PJ Dick Innovation Fund Project Grant: Seeing Heat: Drone-Based Thermal Signatures and Design Strategies for Pittsburgh Housing

PJ Dick Project Grant 2026
Azadeh Sawyer, Assistant Professor in Building Technology
Composite created by CMU School of Architecture. External thermal and drone images are adapted from U.S. DOE Energy Saver and European Commission CORDIS resources. All building photographs and construction sections are from the research team’s existing work.

Composite created by CMU School of Architecture. External thermal and drone images are adapted from U.S. DOE Energy Saver and European Commission CORDIS resources. All building photographs and construction sections are from the research team’s existing work.

Seeing Heat: Drone-Based Thermal Signatures and Design Strategies for Pittsburgh Housing
Project Lead: Azadeh Sawyer, Assistant Professor in Building Technology, Carnegie Mellon Architecture
Project Team: Vivian Loftness, University Professor; Stephen R Lee, Professor Emeritus; Minghao Xu, PhD-BPD student; Tannaz Bakeshloo, PhD-AECM student; Meltem Sahin Ozkoc MSBPD student

This project conducts a full-community infrared (IR) drone scan of the Larimer neighborhood to reveal envelope performance, material behavior, and winter heat loss patterns across its residential building stock. By integrating this thermal imaging with electricity-use data from Duquesne Light Company, we will evaluate discrepancies between energy consumption and actual thermal performance, showing where energy-use-based targeting aligns with architectural envelope failure, and where it misses homes experiencing underheating or material decay. Computer vision techniques will automatically detect thermal anomalies across roofs and facades, enabling scalable analysis of hundreds of structures and identifying the subset of buildings with the most severe envelope issues. 

With the support of this funding, we will activate an existing partnership with a professional drone-imaging team that is prepared to conduct the full-neighborhood IR scan. Funding will enable deployment, data capture, and processing of high-resolution thermal imagery that we cannot carry out without this support.

Findings will inform construction-specific retrofit bundles for Larimer’s three dominant building types — multi-wythe brick, wood-frame with brick veneer, and wood-frame siding — supported by architectural diagrams, typology mappings, and a community-facing “Thermal Map + Retrofit Guide.” This work advances both scientific understanding of thermal envelope behavior and design-driven methods for equitable, high-impact retrofit planning.

Image: Composite created by CMU School of Architecture. External thermal and drone images are adapted from U.S. DOE Energy Saver and European Commission CORDIS resources. All building photographs and construction sections are from the research team’s existing work.

About the Project Lead

Assistant Professor in Building Technology, BPD Track Chair & CBPD Co-Director

  • Established in 2023 by PJ Dick Trumbull Lindy Group, the Faculty Grants Program will award a total of $400,000 over four years beginning in 2024. The program supports faculty research and teaching innovations that address the School’s three pedagogical challenges of climate change, social justice and artificial intelligence. The proposals were assessed on their impact in furthering a faculty member’s research and teaching, their contribution to interrogating the School’s challenges, and their viability to garner further research support, make an impact on the discipline and expand the pedagogy of the School.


* [Problem to solve]: Looking through the listing that follows, count every line with the string "will" and state the number alone.

* [Given records]:
● ● ● ● ● ● ●
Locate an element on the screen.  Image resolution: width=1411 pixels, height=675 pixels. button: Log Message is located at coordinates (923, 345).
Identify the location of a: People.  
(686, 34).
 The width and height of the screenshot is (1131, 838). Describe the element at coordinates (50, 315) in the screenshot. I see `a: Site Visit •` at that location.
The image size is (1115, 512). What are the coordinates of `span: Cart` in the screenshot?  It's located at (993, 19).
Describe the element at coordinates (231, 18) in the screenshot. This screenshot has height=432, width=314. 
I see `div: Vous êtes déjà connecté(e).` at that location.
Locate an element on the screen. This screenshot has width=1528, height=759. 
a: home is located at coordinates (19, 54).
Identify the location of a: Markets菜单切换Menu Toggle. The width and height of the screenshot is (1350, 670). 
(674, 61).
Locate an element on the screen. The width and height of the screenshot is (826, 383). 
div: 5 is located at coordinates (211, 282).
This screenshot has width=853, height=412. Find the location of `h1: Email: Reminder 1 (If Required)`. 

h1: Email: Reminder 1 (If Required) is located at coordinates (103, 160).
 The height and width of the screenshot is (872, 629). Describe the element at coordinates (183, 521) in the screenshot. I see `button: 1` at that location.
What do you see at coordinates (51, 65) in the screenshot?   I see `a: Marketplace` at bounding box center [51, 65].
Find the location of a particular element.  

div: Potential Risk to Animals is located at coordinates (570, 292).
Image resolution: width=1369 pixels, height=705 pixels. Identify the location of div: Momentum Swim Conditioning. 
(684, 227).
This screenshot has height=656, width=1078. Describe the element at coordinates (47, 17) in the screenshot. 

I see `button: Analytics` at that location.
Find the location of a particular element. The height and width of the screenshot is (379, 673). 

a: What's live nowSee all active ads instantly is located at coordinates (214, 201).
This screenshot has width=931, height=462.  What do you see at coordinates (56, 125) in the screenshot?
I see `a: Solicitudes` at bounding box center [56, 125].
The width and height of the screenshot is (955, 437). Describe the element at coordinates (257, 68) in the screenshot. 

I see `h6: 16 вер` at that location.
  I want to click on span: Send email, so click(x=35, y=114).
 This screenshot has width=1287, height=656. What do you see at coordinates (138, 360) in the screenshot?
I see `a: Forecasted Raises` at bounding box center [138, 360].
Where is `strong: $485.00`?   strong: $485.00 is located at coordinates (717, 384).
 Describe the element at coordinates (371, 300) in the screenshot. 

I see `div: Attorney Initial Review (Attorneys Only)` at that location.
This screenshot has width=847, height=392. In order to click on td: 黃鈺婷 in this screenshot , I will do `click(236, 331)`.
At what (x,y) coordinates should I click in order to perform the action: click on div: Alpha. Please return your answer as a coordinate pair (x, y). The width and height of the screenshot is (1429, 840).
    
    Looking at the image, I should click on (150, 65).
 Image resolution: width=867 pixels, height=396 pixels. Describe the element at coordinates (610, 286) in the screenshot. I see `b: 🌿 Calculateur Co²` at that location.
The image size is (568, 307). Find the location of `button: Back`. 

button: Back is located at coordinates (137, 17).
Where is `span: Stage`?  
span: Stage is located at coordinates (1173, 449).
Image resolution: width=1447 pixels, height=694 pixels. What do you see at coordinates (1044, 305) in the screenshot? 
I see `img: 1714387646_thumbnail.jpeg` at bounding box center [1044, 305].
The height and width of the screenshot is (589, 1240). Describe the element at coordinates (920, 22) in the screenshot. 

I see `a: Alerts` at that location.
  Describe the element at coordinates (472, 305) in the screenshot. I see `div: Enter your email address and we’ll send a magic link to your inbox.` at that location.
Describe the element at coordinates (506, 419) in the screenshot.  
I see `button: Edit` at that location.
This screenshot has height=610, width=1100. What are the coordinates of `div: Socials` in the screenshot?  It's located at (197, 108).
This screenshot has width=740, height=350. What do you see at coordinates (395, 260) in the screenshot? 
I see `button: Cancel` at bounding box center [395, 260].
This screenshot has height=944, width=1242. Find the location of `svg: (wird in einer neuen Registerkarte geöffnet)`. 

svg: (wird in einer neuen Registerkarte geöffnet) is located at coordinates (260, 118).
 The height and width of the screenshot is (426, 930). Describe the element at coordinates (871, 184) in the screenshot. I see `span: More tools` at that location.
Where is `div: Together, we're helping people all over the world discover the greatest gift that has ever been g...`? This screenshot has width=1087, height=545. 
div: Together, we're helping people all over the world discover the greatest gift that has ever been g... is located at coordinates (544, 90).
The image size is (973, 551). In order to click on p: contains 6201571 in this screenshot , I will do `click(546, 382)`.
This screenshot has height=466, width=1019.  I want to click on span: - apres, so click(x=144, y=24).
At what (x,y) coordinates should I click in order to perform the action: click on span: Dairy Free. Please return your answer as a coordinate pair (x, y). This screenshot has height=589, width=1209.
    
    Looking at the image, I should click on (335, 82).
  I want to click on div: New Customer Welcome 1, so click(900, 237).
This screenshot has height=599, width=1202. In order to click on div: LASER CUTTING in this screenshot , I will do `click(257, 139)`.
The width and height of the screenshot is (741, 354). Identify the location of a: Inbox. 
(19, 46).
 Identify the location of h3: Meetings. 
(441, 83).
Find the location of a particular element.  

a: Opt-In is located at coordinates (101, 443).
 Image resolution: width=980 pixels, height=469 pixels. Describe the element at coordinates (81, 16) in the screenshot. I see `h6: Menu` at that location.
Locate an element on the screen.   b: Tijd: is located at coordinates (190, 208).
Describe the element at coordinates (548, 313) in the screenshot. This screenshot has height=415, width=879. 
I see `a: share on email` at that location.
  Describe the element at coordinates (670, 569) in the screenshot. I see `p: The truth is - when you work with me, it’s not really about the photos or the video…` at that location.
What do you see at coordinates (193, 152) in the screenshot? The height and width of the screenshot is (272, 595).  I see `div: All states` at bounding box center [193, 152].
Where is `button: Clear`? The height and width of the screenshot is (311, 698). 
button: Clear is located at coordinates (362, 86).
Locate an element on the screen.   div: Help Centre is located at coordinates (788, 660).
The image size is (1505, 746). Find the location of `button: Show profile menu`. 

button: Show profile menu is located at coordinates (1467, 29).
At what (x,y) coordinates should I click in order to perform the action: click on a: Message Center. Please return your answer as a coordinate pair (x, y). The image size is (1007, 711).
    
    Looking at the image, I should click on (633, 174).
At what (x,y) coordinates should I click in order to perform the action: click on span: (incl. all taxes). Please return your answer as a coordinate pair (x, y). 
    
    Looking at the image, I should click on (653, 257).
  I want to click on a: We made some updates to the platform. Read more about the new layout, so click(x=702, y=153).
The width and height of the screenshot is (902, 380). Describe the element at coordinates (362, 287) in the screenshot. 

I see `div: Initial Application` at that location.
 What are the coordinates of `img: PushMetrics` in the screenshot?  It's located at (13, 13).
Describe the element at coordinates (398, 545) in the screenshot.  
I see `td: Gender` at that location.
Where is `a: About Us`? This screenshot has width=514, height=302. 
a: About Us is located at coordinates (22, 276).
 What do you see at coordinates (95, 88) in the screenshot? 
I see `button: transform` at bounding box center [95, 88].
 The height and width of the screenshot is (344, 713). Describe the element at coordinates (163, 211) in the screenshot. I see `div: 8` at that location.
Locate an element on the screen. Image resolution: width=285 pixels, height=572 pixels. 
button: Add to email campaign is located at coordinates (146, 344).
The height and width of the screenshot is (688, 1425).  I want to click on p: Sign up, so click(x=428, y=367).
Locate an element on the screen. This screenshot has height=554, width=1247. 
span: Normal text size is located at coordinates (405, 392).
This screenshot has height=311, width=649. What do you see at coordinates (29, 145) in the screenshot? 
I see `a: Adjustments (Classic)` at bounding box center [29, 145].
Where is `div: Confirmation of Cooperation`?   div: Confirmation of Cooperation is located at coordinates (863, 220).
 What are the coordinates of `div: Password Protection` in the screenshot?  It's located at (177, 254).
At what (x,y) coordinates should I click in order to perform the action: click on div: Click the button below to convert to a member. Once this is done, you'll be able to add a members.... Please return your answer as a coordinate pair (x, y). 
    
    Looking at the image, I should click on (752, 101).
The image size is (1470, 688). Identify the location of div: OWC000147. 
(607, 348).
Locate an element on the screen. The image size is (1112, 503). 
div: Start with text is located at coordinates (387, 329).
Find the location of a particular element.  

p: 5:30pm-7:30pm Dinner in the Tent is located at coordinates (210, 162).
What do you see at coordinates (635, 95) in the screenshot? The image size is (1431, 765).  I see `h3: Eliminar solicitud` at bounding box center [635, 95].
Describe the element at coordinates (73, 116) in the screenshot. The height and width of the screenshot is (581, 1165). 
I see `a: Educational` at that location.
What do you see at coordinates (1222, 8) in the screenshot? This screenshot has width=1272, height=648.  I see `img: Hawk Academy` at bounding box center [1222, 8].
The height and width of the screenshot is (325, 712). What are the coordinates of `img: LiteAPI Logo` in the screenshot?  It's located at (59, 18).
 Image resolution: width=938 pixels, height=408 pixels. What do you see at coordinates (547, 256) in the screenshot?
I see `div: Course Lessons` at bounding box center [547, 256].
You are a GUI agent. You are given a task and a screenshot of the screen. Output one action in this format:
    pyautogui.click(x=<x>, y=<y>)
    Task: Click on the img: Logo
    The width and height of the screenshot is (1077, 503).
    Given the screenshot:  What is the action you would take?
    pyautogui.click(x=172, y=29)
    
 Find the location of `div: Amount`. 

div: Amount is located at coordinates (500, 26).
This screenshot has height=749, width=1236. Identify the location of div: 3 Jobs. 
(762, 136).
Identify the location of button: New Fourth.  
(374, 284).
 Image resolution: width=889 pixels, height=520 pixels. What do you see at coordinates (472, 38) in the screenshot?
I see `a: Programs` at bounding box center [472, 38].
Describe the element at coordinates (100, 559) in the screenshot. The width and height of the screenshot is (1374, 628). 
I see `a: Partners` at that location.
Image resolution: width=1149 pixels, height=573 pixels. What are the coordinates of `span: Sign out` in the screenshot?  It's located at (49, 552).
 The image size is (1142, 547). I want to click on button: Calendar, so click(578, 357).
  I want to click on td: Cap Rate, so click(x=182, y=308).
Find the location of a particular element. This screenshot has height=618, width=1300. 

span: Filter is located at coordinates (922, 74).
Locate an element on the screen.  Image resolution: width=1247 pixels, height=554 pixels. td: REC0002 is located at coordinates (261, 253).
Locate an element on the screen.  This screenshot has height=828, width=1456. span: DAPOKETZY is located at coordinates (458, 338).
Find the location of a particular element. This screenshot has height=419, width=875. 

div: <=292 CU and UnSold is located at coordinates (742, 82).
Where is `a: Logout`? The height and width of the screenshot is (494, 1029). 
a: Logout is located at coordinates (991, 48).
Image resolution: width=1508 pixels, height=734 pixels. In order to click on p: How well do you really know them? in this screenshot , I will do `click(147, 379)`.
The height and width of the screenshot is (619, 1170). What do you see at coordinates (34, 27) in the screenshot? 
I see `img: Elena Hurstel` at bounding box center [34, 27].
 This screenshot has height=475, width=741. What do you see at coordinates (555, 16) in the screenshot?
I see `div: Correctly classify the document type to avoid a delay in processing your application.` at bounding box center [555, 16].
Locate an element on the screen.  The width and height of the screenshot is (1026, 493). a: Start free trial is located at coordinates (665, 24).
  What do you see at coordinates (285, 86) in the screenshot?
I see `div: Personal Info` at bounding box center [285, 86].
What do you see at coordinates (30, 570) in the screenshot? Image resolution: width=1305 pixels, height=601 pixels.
● ● ● ● ● ● ●
* [Response area]: 4